Monday, October 22, 2007

On IClass (anti-)pattern

I'd been re-reading this post by Sidu and the comments on it. I had to do exactly similar to IClass anti-pattern for one of the development effort. And I think having IWhatever completely makes sense for the current state of affairs in my development environment.

While it's unfortunate, most of the time, to have an Interface for just about every class in the code-base, It does have certain uses in some situations (apart from the (IoC) frameworks which mandate you to have them) like:
  • Support parallel development.
I will define parallel development as a situation where there are many components involved in developing a software and your component (or module or whatever..) and it's arbitrary version has to support other components (and their integration tests depending on your environment). For example, for something as important as (so called) service layer in an Enterprise application you need the Interface with single implementation at one time, it might just be a 'placeholder implementation' for a dependent component while the new version being developed parallely.
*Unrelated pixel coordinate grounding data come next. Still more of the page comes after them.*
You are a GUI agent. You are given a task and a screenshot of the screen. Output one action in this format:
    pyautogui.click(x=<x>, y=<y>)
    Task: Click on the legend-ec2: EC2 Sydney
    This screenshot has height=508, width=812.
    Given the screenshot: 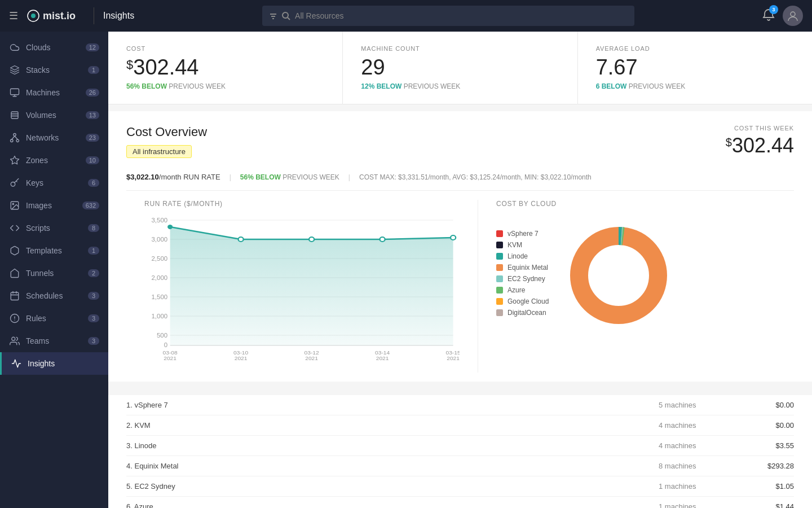 What is the action you would take?
    pyautogui.click(x=522, y=279)
    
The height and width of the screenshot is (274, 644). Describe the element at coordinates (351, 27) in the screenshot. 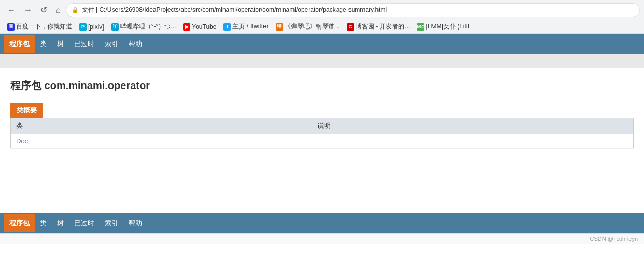

I see `bookmark-icon-csdn: C` at that location.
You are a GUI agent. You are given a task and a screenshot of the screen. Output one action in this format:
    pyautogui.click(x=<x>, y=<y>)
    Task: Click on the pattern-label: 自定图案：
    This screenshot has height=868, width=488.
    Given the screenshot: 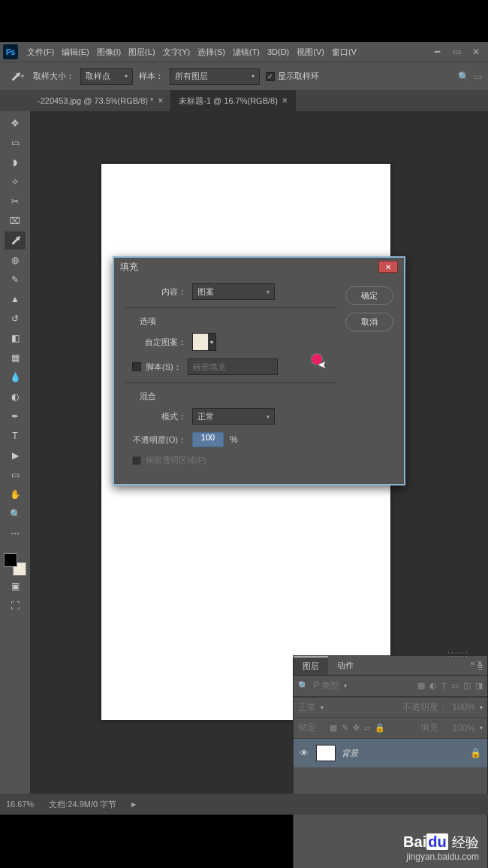 What is the action you would take?
    pyautogui.click(x=158, y=343)
    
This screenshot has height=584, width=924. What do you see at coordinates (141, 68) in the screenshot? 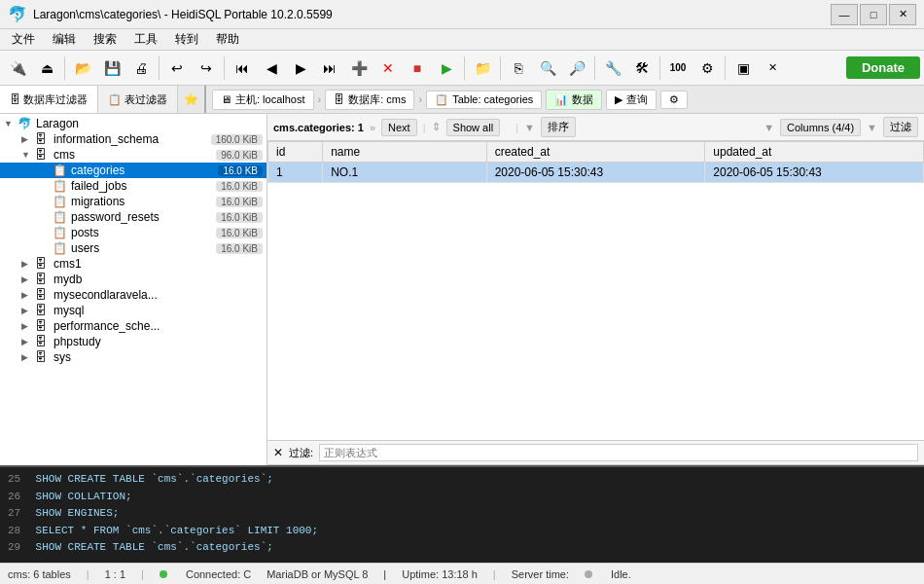
I see `print-button: 🖨` at bounding box center [141, 68].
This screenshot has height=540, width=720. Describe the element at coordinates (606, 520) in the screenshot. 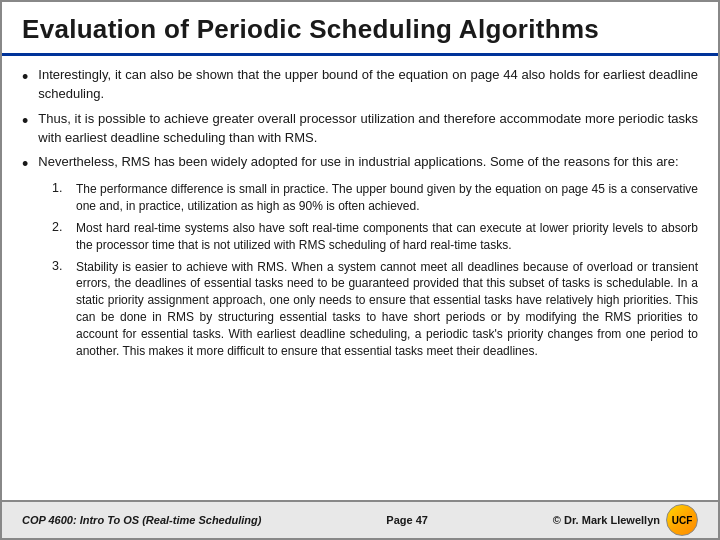

I see `footer-author: © Dr. Mark Llewellyn` at that location.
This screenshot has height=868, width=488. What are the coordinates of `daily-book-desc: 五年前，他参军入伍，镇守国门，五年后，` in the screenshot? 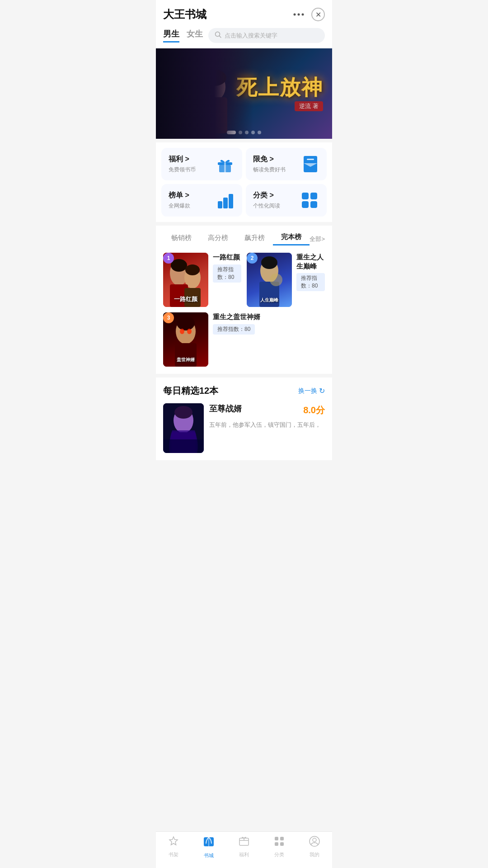 It's located at (267, 425).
It just makes sure that there is something to hold the place which can be tested easily. This is one more learning from distributed development, you're not alone developing it man!
  • When using Generative development methods
If you use code generators heavily, say, most of your code-base is generated out of models (UML, BPMN, BlahL ...) then depending on the generation pattern you'll find interface for just about every implementation (or other way around for EMF generator - one implementation for each interface). This is necessary as you might want to customize forward engineering by overriding parts of generated artifacts.

Most of the Eclipse code does have this pattern, for every class there's IClass. For Eclipse, In my opinion, it is justifiable (to some extent) to have them considering it is a development platform rather than just an application. However, I would be more than interested to know conceivable reasons to have those IInterfaces which I might be missing.

3 comments:

Ed Merks said...

To support multiple inheritance, interfaces are necessary. It also seems nice to use a factory pattern where the implementation classes are internal (and perhaps even private or inaccessible) while the APIs are public. In any case, EMF supports the "Suppress Interfaces" property in the GenModel for those folks who don't want separate interfaces and implementations.

Nirav Thaker said...

Thanks Ed,

Nice point! I totally missed that basic need. In Java, Interfaces are indeed needed to simulate multiple inheritance, Which might be bewildering to lot of developers developing in funky languages supporting multiple inheritance out of the box.

Unknown said...

While I agree with much of what you've said, Nirav, multiple inheritance is evil if you allow the inheritance of state from two or more classes to an inheriting class - which is why Java does not support multiple inheritance a la C++ style. You're best off doing mixin style multiple inheritance (Ruby modules, for example) where only behaviour is inherited - but Java interfaces provides a very half baked way of doing this.
So I'd say languages like C++ supporting the kind of multiple inheritance it does is a Bad Thing rather than a good one.

The other point I'd like to differ on is the use of IClass to help distributed development. I've been on plenty of distributed projects, one where the IClass was mandated by our customer's design guidelines. I've found no advantage to be had from it. If it's contracts you wish to define, I'd suggest doing so using unit tests instead of an interface and refactoring your way from implementation A to implementation B. Whether A's and B's implementations are changing in parallel or in sequence matters little so long as your build passes.